Island of Ancient Food

certainly never would have been able to savor the range of the island's specialties—a cuisine rooted in the staples that, since the Neolithic Era, 10,000 years ago, have nourished Crete's inhabitants: olives and olive oil, wild greens and herbs, fava beans and other pulses, grains (especially barley), snails, fish, a little game, some cheese, and always, wine.
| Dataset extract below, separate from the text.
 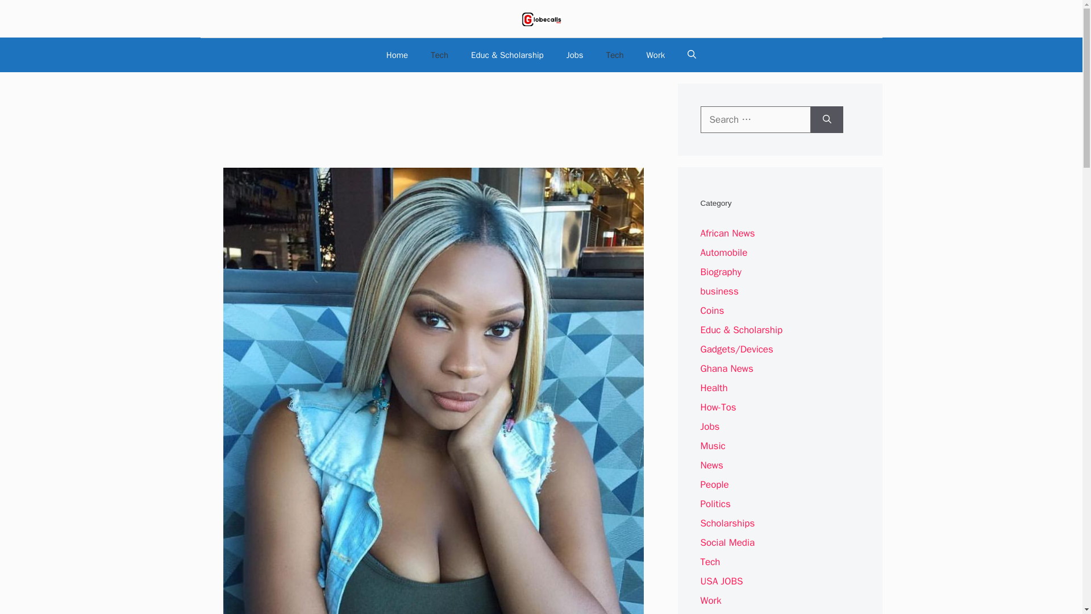 I want to click on People, so click(x=714, y=484).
Paximathia, the twice-baked barley rusks that evolved as a way of preserving bread—and which are one of the island's oldest foods—and rustic goat's-milk cheeses have changed very little since the writings of Homer. (Crete was also the source of that now-meaningless catchphrase "Mediterannean diet", derived originally from a case study in the late 1940s under the direction of epidemiologist Leland Allbaugh, with funding from the Rockefeller Foundation.)

Travel

Island of Ancient Food

By Diane Kochilas


Updated on January 13, 2021

certainly never would have been able to savor the range of the island's specialties—a cuisine rooted in the staples that, since the Neolithic Era, 10,000 years ago, have nourished Crete's inhabitants: olives and olive oil, wild greens and herbs, fava beans and other pulses, grains (especially barley), snails, fish, a little game, some cheese, and always, wine. Paximathia, the twice-baked barley rusks that evolved as a way of preserving bread—and which are one of the island's oldest foods—and rustic goat's-milk cheeses have changed very little since the writings of Homer. (Crete was also the source of that now-meaningless catchphrase "Mediterannean diet", derived originally from a case study in the late 1940s under the direction of epidemiologist Leland Allbaugh, with funding from the Rockefeller Foundation.)